Searching to find his "more," Henderson goes on safari to the Dark Continent in search of self, or Ernest Hemingway. The novel is full of satire, extreme characterizations, and raucous jokes. It is a comic Heart of Darkness. Eugene asks his safari guide to take him to the furthest removed spot in Africa, where Bellow uses extreme stereotypes of the natives to point a sarcastic finger at white America.

Eugene meets King Dahfu, who guides the spiritually lost white man in finding the real Eugene by roaring like a lion in a cage with a lion. Henderson also accidentally "makes it rain" and becomes a native icon. So adored, he becomes a healer of sorts and returns to America with plans to enroll in medical school to meet his new purpose.

Jack Nicholson once said that the role he most wanted to play was Eugene Henderson. A movie--inspired by the novel--was produced with Nicolson as the lead. Saul Bellows would have loved to see this one: "Henderson - Cultural Learnings to Make Benefit Glorious Altruism of Rich New Doctor."
Herzog

The paranoid protagonist of Herzog finds himself alone after third wife Madeleine leaves him for his best friend, Valentine Gersbach. He lives in a crumbling country house with rats, a middle-aged college professor with financial woes and lady problems. His newest relationship with Ramona from Argentina is not going well. The first line of the novel reads: "If I am out of my mind, it's all right with me, thought Moses Herzog."

This Moses writes, but not on stone tablets. While traveling, he compulsively writes insane letters on a route that includes New York, Martha’s Vineyard, New York again, Chicago, and home. He writes to friends, his therapist, the President of the United States, Schrodinger, Nietzsche, a bevy of mistresses, and several dead people. He never means to mail any of these wittily insightful messages, but they help him sort life.

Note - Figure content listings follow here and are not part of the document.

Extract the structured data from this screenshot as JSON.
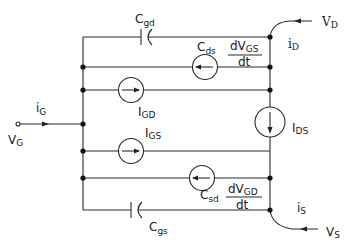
{
  "diagram": {
    "type": "circuit",
    "ports": {
      "gate": {
        "voltage": {
          "main": "V",
          "sub": "G"
        },
        "current": {
          "main": "i",
          "sub": "G"
        }
      },
      "drain": {
        "voltage": {
          "main": "V",
          "sub": "D"
        },
        "current": {
          "main": "i",
          "sub": "D"
        }
      },
      "source": {
        "voltage": {
          "main": "V",
          "sub": "S"
        },
        "current": {
          "main": "i",
          "sub": "S"
        }
      }
    },
    "capacitors": {
      "cgd": {
        "main": "C",
        "sub": "gd"
      },
      "cgs": {
        "main": "C",
        "sub": "gs"
      }
    },
    "sources": {
      "cds": {
        "main": "C",
        "sub": "ds",
        "frac_num_main": "dV",
        "frac_num_sub": "GS",
        "frac_den": "dt",
        "direction": "left"
      },
      "igd": {
        "main": "I",
        "sub": "GD",
        "direction": "right"
      },
      "ids": {
        "main": "I",
        "sub": "DS",
        "direction": "down"
      },
      "igs": {
        "main": "I",
        "sub": "GS",
        "direction": "right"
      },
      "csd": {
        "main": "C",
        "sub": "sd",
        "frac_num_main": "dV",
        "frac_num_sub": "GD",
        "frac_den": "dt",
        "direction": "left"
      }
    }
  }
}
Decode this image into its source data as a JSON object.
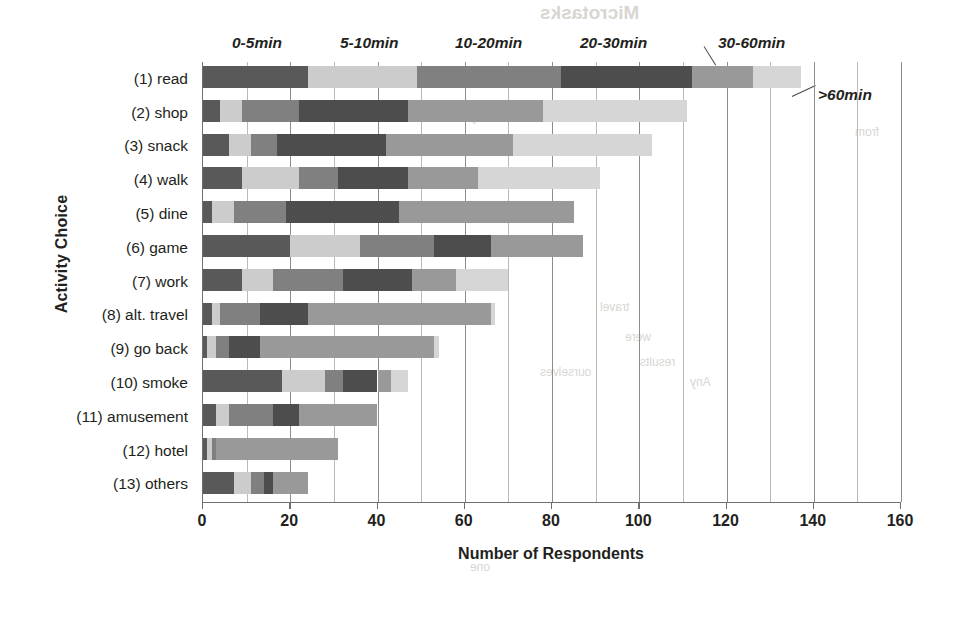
{
  "chart_data": {
    "type": "bar",
    "orientation": "horizontal",
    "stacked": true,
    "title": "",
    "xlabel": "Number of Respondents",
    "ylabel": "Activity Choice",
    "xlim": [
      0,
      160
    ],
    "xticks": [
      0,
      20,
      40,
      60,
      80,
      100,
      120,
      140,
      160
    ],
    "xtick_labels": [
      "0",
      "20",
      "40",
      "60",
      "80",
      "100",
      "120",
      "140",
      "160"
    ],
    "minor_tick_step": 10,
    "grid": "vertical",
    "legend_position": "top",
    "categories": [
      "(1) read",
      "(2) shop",
      "(3) snack",
      "(4) walk",
      "(5) dine",
      "(6) game",
      "(7) work",
      "(8) alt. travel",
      "(9) go back",
      "(10) smoke",
      "(11) amusement",
      "(12) hotel",
      "(13) others"
    ],
    "series": [
      {
        "name": "0-5min",
        "color": "#595959",
        "values": [
          24,
          4,
          6,
          9,
          2,
          20,
          9,
          2,
          1,
          18,
          3,
          1,
          7
        ]
      },
      {
        "name": "5-10min",
        "color": "#cccccc",
        "values": [
          25,
          5,
          5,
          13,
          5,
          16,
          7,
          2,
          2,
          10,
          3,
          1,
          4
        ]
      },
      {
        "name": "10-20min",
        "color": "#808080",
        "values": [
          33,
          13,
          6,
          9,
          12,
          17,
          16,
          9,
          3,
          4,
          10,
          1,
          3
        ]
      },
      {
        "name": "20-30min",
        "color": "#4d4d4d",
        "values": [
          30,
          25,
          25,
          16,
          26,
          13,
          16,
          11,
          7,
          8,
          6,
          0,
          2
        ]
      },
      {
        "name": "30-60min",
        "color": "#999999",
        "values": [
          14,
          31,
          29,
          16,
          40,
          21,
          10,
          42,
          40,
          3,
          18,
          28,
          8
        ]
      },
      {
        "name": ">60min",
        "color": "#d6d6d6",
        "values": [
          11,
          33,
          32,
          28,
          0,
          0,
          12,
          1,
          1,
          4,
          0,
          0,
          0
        ]
      }
    ],
    "totals": [
      137,
      111,
      103,
      91,
      85,
      87,
      70,
      67,
      54,
      47,
      40,
      31,
      24
    ],
    "legend_labels": [
      "0-5min",
      "5-10min",
      "10-20min",
      "20-30min",
      "30-60min",
      ">60min"
    ]
  },
  "background_ghost_text": {
    "title": "Microtasks",
    "lines": [
      "study",
      "travel",
      "were",
      "results",
      "Any",
      "one",
      "from",
      "ourselves"
    ]
  }
}
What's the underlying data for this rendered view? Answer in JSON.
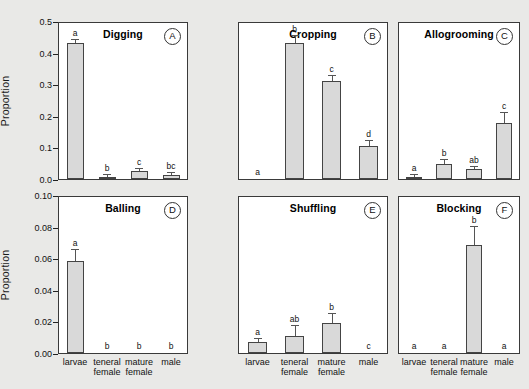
{
  "figure": {
    "background_color": "#e9e9e7",
    "panel_background": "#ffffff",
    "bar_fill": "#d9d9d9",
    "bar_edge": "#444444",
    "y_axis_label": "Proportion"
  },
  "categories": [
    {
      "line1": "larvae",
      "line2": ""
    },
    {
      "line1": "teneral",
      "line2": "female"
    },
    {
      "line1": "mature",
      "line2": "female"
    },
    {
      "line1": "male",
      "line2": ""
    }
  ],
  "axes": {
    "top_row": {
      "ticks": [
        "0.0",
        "0.1",
        "0.2",
        "0.3",
        "0.4",
        "0.5"
      ],
      "min": 0.0,
      "max": 0.5
    },
    "bottom_row": {
      "ticks": [
        "0.00",
        "0.02",
        "0.04",
        "0.06",
        "0.08",
        "0.10"
      ],
      "min": 0.0,
      "max": 0.1
    }
  },
  "chart_data": [
    {
      "type": "bar",
      "panel": "A",
      "title": "Digging",
      "categories": [
        "larvae",
        "teneral female",
        "mature female",
        "male"
      ],
      "values": [
        0.435,
        0.008,
        0.025,
        0.014
      ],
      "errors": [
        0.012,
        0.004,
        0.008,
        0.006
      ],
      "letters": [
        "a",
        "b",
        "c",
        "bc"
      ],
      "xlabel": "",
      "ylabel": "Proportion",
      "ylim": [
        0.0,
        0.5
      ],
      "grid": false,
      "legend": "none"
    },
    {
      "type": "bar",
      "panel": "B",
      "title": "Cropping",
      "categories": [
        "larvae",
        "teneral female",
        "mature female",
        "male"
      ],
      "values": [
        0.0,
        0.437,
        0.315,
        0.105
      ],
      "errors": [
        0.0,
        0.022,
        0.016,
        0.018
      ],
      "letters": [
        "a",
        "b",
        "c",
        "d"
      ],
      "xlabel": "",
      "ylabel": "Proportion",
      "ylim": [
        0.0,
        0.5
      ],
      "grid": false,
      "legend": "none"
    },
    {
      "type": "bar",
      "panel": "C",
      "title": "Allogrooming",
      "categories": [
        "larvae",
        "teneral female",
        "mature female",
        "male"
      ],
      "values": [
        0.008,
        0.048,
        0.032,
        0.181
      ],
      "errors": [
        0.004,
        0.012,
        0.006,
        0.031
      ],
      "letters": [
        "a",
        "b",
        "ab",
        "c"
      ],
      "xlabel": "",
      "ylabel": "Proportion",
      "ylim": [
        0.0,
        0.5
      ],
      "grid": false,
      "legend": "none"
    },
    {
      "type": "bar",
      "panel": "D",
      "title": "Balling",
      "categories": [
        "larvae",
        "teneral female",
        "mature female",
        "male"
      ],
      "values": [
        0.059,
        0.0,
        0.0,
        0.0
      ],
      "errors": [
        0.007,
        0.0,
        0.0,
        0.0
      ],
      "letters": [
        "a",
        "b",
        "b",
        "b"
      ],
      "xlabel": "",
      "ylabel": "Proportion",
      "ylim": [
        0.0,
        0.1
      ],
      "grid": false,
      "legend": "none"
    },
    {
      "type": "bar",
      "panel": "E",
      "title": "Shuffling",
      "categories": [
        "larvae",
        "teneral female",
        "mature female",
        "male"
      ],
      "values": [
        0.007,
        0.011,
        0.019,
        0.0
      ],
      "errors": [
        0.002,
        0.006,
        0.006,
        0.0
      ],
      "letters": [
        "a",
        "ab",
        "b",
        "c"
      ],
      "xlabel": "",
      "ylabel": "Proportion",
      "ylim": [
        0.0,
        0.1
      ],
      "grid": false,
      "legend": "none"
    },
    {
      "type": "bar",
      "panel": "F",
      "title": "Blocking",
      "categories": [
        "larvae",
        "teneral female",
        "mature female",
        "male"
      ],
      "values": [
        0.0,
        0.0,
        0.069,
        0.0
      ],
      "errors": [
        0.0,
        0.0,
        0.012,
        0.0
      ],
      "letters": [
        "a",
        "a",
        "b",
        "a"
      ],
      "xlabel": "",
      "ylabel": "Proportion",
      "ylim": [
        0.0,
        0.1
      ],
      "grid": false,
      "legend": "none"
    }
  ]
}
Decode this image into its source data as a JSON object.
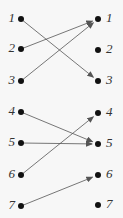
{
  "diagram": {
    "type": "mapping",
    "left_nodes": [
      {
        "label": "1",
        "x": 21,
        "y": 19
      },
      {
        "label": "2",
        "x": 21,
        "y": 49
      },
      {
        "label": "3",
        "x": 21,
        "y": 81
      },
      {
        "label": "4",
        "x": 21,
        "y": 112
      },
      {
        "label": "5",
        "x": 21,
        "y": 143
      },
      {
        "label": "6",
        "x": 21,
        "y": 175
      },
      {
        "label": "7",
        "x": 21,
        "y": 206
      }
    ],
    "right_nodes": [
      {
        "label": "1",
        "x": 98,
        "y": 19
      },
      {
        "label": "2",
        "x": 98,
        "y": 50
      },
      {
        "label": "3",
        "x": 98,
        "y": 81
      },
      {
        "label": "4",
        "x": 98,
        "y": 113
      },
      {
        "label": "5",
        "x": 98,
        "y": 144
      },
      {
        "label": "6",
        "x": 98,
        "y": 175
      },
      {
        "label": "7",
        "x": 98,
        "y": 205
      }
    ],
    "edges": [
      {
        "from": 1,
        "to": 3
      },
      {
        "from": 2,
        "to": 1
      },
      {
        "from": 3,
        "to": 1
      },
      {
        "from": 4,
        "to": 5
      },
      {
        "from": 5,
        "to": 5
      },
      {
        "from": 6,
        "to": 4
      },
      {
        "from": 7,
        "to": 6
      }
    ],
    "colors": {
      "node": "#111111",
      "edge": "#555555",
      "label": "#333333"
    }
  }
}
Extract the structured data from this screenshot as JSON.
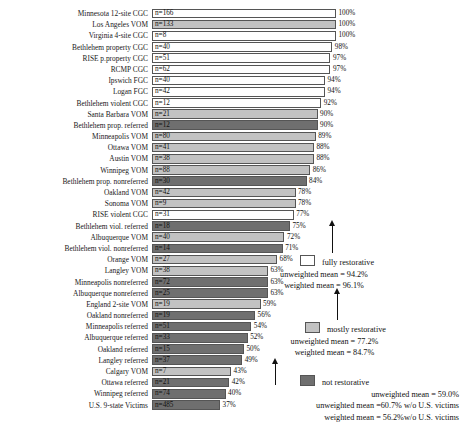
{
  "chart_data": {
    "type": "bar",
    "title": "",
    "xlabel": "",
    "ylabel": "",
    "xlim": [
      0,
      100
    ],
    "orientation": "horizontal",
    "grid": false,
    "legend_position": "right",
    "categories": [
      "Minnesota 12-site CGC",
      "Los Angeles VOM",
      "Virginia 4-site CGC",
      "Bethlehem property CGC",
      "RISE p.property CGC",
      "RCMP CGC",
      "Ipswich FGC",
      "Logan FGC",
      "Bethlehem violent CGC",
      "Santa Barbara VOM",
      "Bethlehem prop. referred",
      "Minneapolis VOM",
      "Ottawa VOM",
      "Austin VOM",
      "Winnipeg VOM",
      "Bethlehem prop. nonreferred",
      "Oakland VOM",
      "Sonoma VOM",
      "RISE violent CGC",
      "Bethlehem viol. referred",
      "Albuquerque VOM",
      "Bethlehem viol. nonreferred",
      "Orange VOM",
      "Langley VOM",
      "Minneapolis nonreferred",
      "Albuquerque nonreferred",
      "England 2-site VOM",
      "Oakland nonreferred",
      "Minneapolis referred",
      "Albuquerque referred",
      "Oakland referred",
      "Langley referred",
      "Calgary VOM",
      "Ottawa referred",
      "Winnipeg referred",
      "U.S. 9-state Victims"
    ],
    "values": [
      100,
      100,
      100,
      98,
      97,
      97,
      94,
      94,
      92,
      90,
      90,
      89,
      88,
      88,
      86,
      84,
      78,
      78,
      77,
      75,
      72,
      71,
      68,
      63,
      63,
      63,
      59,
      56,
      54,
      52,
      50,
      49,
      43,
      42,
      40,
      37
    ],
    "n_values": [
      166,
      133,
      8,
      40,
      51,
      62,
      40,
      42,
      12,
      21,
      12,
      80,
      41,
      38,
      88,
      30,
      42,
      9,
      31,
      18,
      40,
      14,
      27,
      38,
      72,
      25,
      19,
      19,
      51,
      33,
      15,
      37,
      7,
      21,
      74,
      485
    ],
    "groups": [
      "full",
      "full",
      "full",
      "full",
      "full",
      "full",
      "full",
      "full",
      "full",
      "mostly",
      "not",
      "mostly",
      "mostly",
      "mostly",
      "mostly",
      "not",
      "mostly",
      "mostly",
      "full",
      "not",
      "mostly",
      "not",
      "mostly",
      "mostly",
      "not",
      "not",
      "mostly",
      "not",
      "not",
      "not",
      "not",
      "not",
      "mostly",
      "not",
      "not",
      "not"
    ],
    "rows": [
      {
        "label": "Minnesota 12-site CGC",
        "n": "n=166",
        "pct": "100%",
        "value": 100,
        "group": "full"
      },
      {
        "label": "Los Angeles VOM",
        "n": "n=133",
        "pct": "100%",
        "value": 100,
        "group": "mostly"
      },
      {
        "label": "Virginia 4-site CGC",
        "n": "n=8",
        "pct": "100%",
        "value": 100,
        "group": "full"
      },
      {
        "label": "Bethlehem property CGC",
        "n": "n=40",
        "pct": "98%",
        "value": 98,
        "group": "full"
      },
      {
        "label": "RISE p.property CGC",
        "n": "n=51",
        "pct": "97%",
        "value": 97,
        "group": "full"
      },
      {
        "label": "RCMP CGC",
        "n": "n=62",
        "pct": "97%",
        "value": 97,
        "group": "full"
      },
      {
        "label": "Ipswich FGC",
        "n": "n=40",
        "pct": "94%",
        "value": 94,
        "group": "full"
      },
      {
        "label": "Logan FGC",
        "n": "n=42",
        "pct": "94%",
        "value": 94,
        "group": "full"
      },
      {
        "label": "Bethlehem violent CGC",
        "n": "n=12",
        "pct": "92%",
        "value": 92,
        "group": "full"
      },
      {
        "label": "Santa Barbara VOM",
        "n": "n=21",
        "pct": "90%",
        "value": 90,
        "group": "mostly"
      },
      {
        "label": "Bethlehem prop. referred",
        "n": "n=12",
        "pct": "90%",
        "value": 90,
        "group": "not"
      },
      {
        "label": "Minneapolis VOM",
        "n": "n=80",
        "pct": "89%",
        "value": 89,
        "group": "mostly"
      },
      {
        "label": "Ottawa VOM",
        "n": "n=41",
        "pct": "88%",
        "value": 88,
        "group": "mostly"
      },
      {
        "label": "Austin VOM",
        "n": "n=38",
        "pct": "88%",
        "value": 88,
        "group": "mostly"
      },
      {
        "label": "Winnipeg VOM",
        "n": "n=88",
        "pct": "86%",
        "value": 86,
        "group": "mostly"
      },
      {
        "label": "Bethlehem prop. nonreferred",
        "n": "n=30",
        "pct": "84%",
        "value": 84,
        "group": "not"
      },
      {
        "label": "Oakland VOM",
        "n": "n=42",
        "pct": "78%",
        "value": 78,
        "group": "mostly"
      },
      {
        "label": "Sonoma VOM",
        "n": "n=9",
        "pct": "78%",
        "value": 78,
        "group": "mostly"
      },
      {
        "label": "RISE violent CGC",
        "n": "n=31",
        "pct": "77%",
        "value": 77,
        "group": "full"
      },
      {
        "label": "Bethlehem viol. referred",
        "n": "n=18",
        "pct": "75%",
        "value": 75,
        "group": "not"
      },
      {
        "label": "Albuquerque VOM",
        "n": "n=40",
        "pct": "72%",
        "value": 72,
        "group": "mostly"
      },
      {
        "label": "Bethlehem viol. nonreferred",
        "n": "n=14",
        "pct": "71%",
        "value": 71,
        "group": "not"
      },
      {
        "label": "Orange VOM",
        "n": "n=27",
        "pct": "68%",
        "value": 68,
        "group": "mostly"
      },
      {
        "label": "Langley VOM",
        "n": "n=38",
        "pct": "63%",
        "value": 63,
        "group": "mostly"
      },
      {
        "label": "Minneapolis nonreferred",
        "n": "n=72",
        "pct": "63%",
        "value": 63,
        "group": "not"
      },
      {
        "label": "Albuquerque nonreferred",
        "n": "n=25",
        "pct": "63%",
        "value": 63,
        "group": "not"
      },
      {
        "label": "England 2-site VOM",
        "n": "n=19",
        "pct": "59%",
        "value": 59,
        "group": "mostly"
      },
      {
        "label": "Oakland nonreferred",
        "n": "n=19",
        "pct": "56%",
        "value": 56,
        "group": "not"
      },
      {
        "label": "Minneapolis referred",
        "n": "n=51",
        "pct": "54%",
        "value": 54,
        "group": "not"
      },
      {
        "label": "Albuquerque referred",
        "n": "n=33",
        "pct": "52%",
        "value": 52,
        "group": "not"
      },
      {
        "label": "Oakland referred",
        "n": "n=15",
        "pct": "50%",
        "value": 50,
        "group": "not"
      },
      {
        "label": "Langley referred",
        "n": "n=37",
        "pct": "49%",
        "value": 49,
        "group": "not"
      },
      {
        "label": "Calgary VOM",
        "n": "n=7",
        "pct": "43%",
        "value": 43,
        "group": "mostly"
      },
      {
        "label": "Ottawa referred",
        "n": "n=21",
        "pct": "42%",
        "value": 42,
        "group": "not"
      },
      {
        "label": "Winnipeg referred",
        "n": "n=74",
        "pct": "40%",
        "value": 40,
        "group": "not"
      },
      {
        "label": "U.S. 9-state Victims",
        "n": "n=485",
        "pct": "37%",
        "value": 37,
        "group": "not"
      }
    ],
    "legend": [
      {
        "key": "full",
        "title": "fully restorative",
        "lines": [
          "unweighted mean = 94.2%",
          "weighted mean = 96.1%"
        ]
      },
      {
        "key": "mostly",
        "title": "mostly restorative",
        "lines": [
          "unweighted mean = 77.2%",
          "weighted mean = 84.7%"
        ]
      },
      {
        "key": "not",
        "title": "not restorative",
        "lines": [
          "unweighted mean = 59.0%",
          "unweighted mean =60.7% w/o U.S. victims",
          "weighted mean =   56.2%w/o U.S. victims"
        ]
      }
    ],
    "colors": {
      "fully_restorative": "#ffffff",
      "mostly_restorative": "#c2c2c2",
      "not_restorative": "#6f6f6f",
      "bar_border": "#555555",
      "text": "#111111"
    }
  }
}
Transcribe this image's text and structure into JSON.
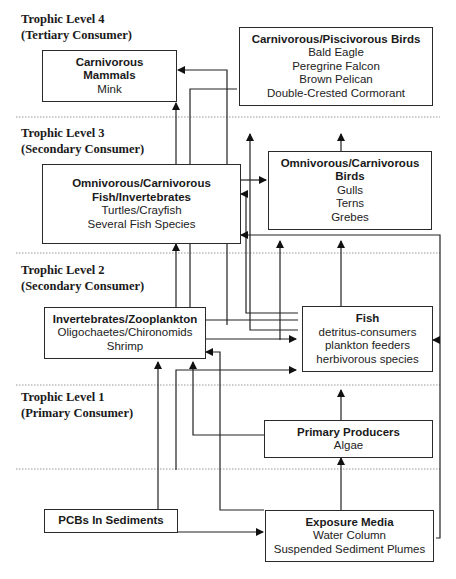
{
  "diagram": {
    "trophic_levels": [
      {
        "id": "level4",
        "title": "Trophic Level 4",
        "subtitle": "(Tertiary Consumer)"
      },
      {
        "id": "level3",
        "title": "Trophic Level 3",
        "subtitle": "(Secondary Consumer)"
      },
      {
        "id": "level2",
        "title": "Trophic Level 2",
        "subtitle": "(Secondary Consumer)"
      },
      {
        "id": "level1",
        "title": "Trophic Level 1",
        "subtitle": "(Primary Consumer)"
      }
    ],
    "nodes": {
      "carnivorous_mammals": {
        "title_lines": [
          "Carnivorous",
          "Mammals"
        ],
        "items": [
          "Mink"
        ]
      },
      "piscivorous_birds": {
        "title_lines": [
          "Carnivorous/Piscivorous Birds"
        ],
        "items": [
          "Bald Eagle",
          "Peregrine Falcon",
          "Brown Pelican",
          "Double-Crested Cormorant"
        ]
      },
      "omnivorous_fish": {
        "title_lines": [
          "Omnivorous/Carnivorous",
          "Fish/Invertebrates"
        ],
        "items": [
          "Turtles/Crayfish",
          "Several Fish Species"
        ]
      },
      "omnivorous_birds": {
        "title_lines": [
          "Omnivorous/Carnivorous",
          "Birds"
        ],
        "items": [
          "Gulls",
          "Terns",
          "Grebes"
        ]
      },
      "invertebrates": {
        "title_lines": [
          "Invertebrates/Zooplankton"
        ],
        "items": [
          "Oligochaetes/Chironomids",
          "Shrimp"
        ]
      },
      "fish": {
        "title_lines": [
          "Fish"
        ],
        "items": [
          "detritus-consumers",
          "plankton feeders",
          "herbivorous species"
        ]
      },
      "primary_producers": {
        "title_lines": [
          "Primary Producers"
        ],
        "items": [
          "Algae"
        ]
      },
      "pcbs_sediments": {
        "title_lines": [
          "PCBs In Sediments"
        ],
        "items": []
      },
      "exposure_media": {
        "title_lines": [
          "Exposure Media"
        ],
        "items": [
          "Water Column",
          "Suspended Sediment Plumes"
        ]
      }
    },
    "edges": [
      {
        "from": "omnivorous_fish",
        "to": "carnivorous_mammals"
      },
      {
        "from": "fish",
        "to": "carnivorous_mammals"
      },
      {
        "from": "omnivorous_fish",
        "to": "omnivorous_birds"
      },
      {
        "from": "fish",
        "to": "piscivorous_birds"
      },
      {
        "from": "omnivorous_birds",
        "to": "piscivorous_birds"
      },
      {
        "from": "invertebrates",
        "to": "omnivorous_fish"
      },
      {
        "from": "fish",
        "to": "omnivorous_fish"
      },
      {
        "from": "exposure_media",
        "to": "omnivorous_fish"
      },
      {
        "from": "fish",
        "to": "omnivorous_birds"
      },
      {
        "from": "invertebrates",
        "to": "fish"
      },
      {
        "from": "pcbs_sediments",
        "to": "fish"
      },
      {
        "from": "exposure_media",
        "to": "fish"
      },
      {
        "from": "primary_producers",
        "to": "fish"
      },
      {
        "from": "pcbs_sediments",
        "to": "invertebrates"
      },
      {
        "from": "primary_producers",
        "to": "invertebrates"
      },
      {
        "from": "exposure_media",
        "to": "invertebrates"
      },
      {
        "from": "exposure_media",
        "to": "primary_producers"
      },
      {
        "from": "pcbs_sediments",
        "to": "exposure_media"
      }
    ]
  }
}
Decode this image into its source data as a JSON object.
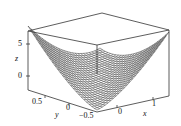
{
  "chart_data": {
    "type": "surface3d",
    "title": "",
    "function_hint": "z ≈ x^2 + x*y style upward bowl/saddle surface rendered as a wireframe mesh",
    "axes": {
      "x": {
        "label": "x",
        "ticks": [
          "0",
          "1"
        ],
        "range": [
          -1,
          1.5
        ]
      },
      "y": {
        "label": "y",
        "ticks": [
          "0.5",
          "0",
          "−0.5"
        ],
        "range": [
          -0.5,
          0.8
        ]
      },
      "z": {
        "label": "z",
        "ticks": [
          "5",
          "0"
        ],
        "range": [
          -3,
          7
        ]
      }
    },
    "box": true,
    "grid": false,
    "legend": null,
    "style": "wireframe mesh, black on white"
  },
  "labels": {
    "z_axis": "z",
    "z_tick_5": "5",
    "z_tick_0": "0",
    "y_axis": "y",
    "y_tick_05": "0.5",
    "y_tick_0": "0",
    "y_tick_m05": "−0.5",
    "x_axis": "x",
    "x_tick_0": "0",
    "x_tick_1": "1"
  }
}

Herzog looks for truth and beats back life’s hypocrisy, alienation, and boredom. In the end, Moses writes letters that he feels he can actually mail in order to remedy some of his circumstances. This is a healthier mental status and Moses begins again to see Ramona, but plans not to repeat past mistakes.

Herzog is said in particular to be autobiographical and Saul Bellow inserted himself firmly into all of these three novels. This collection is a must-have.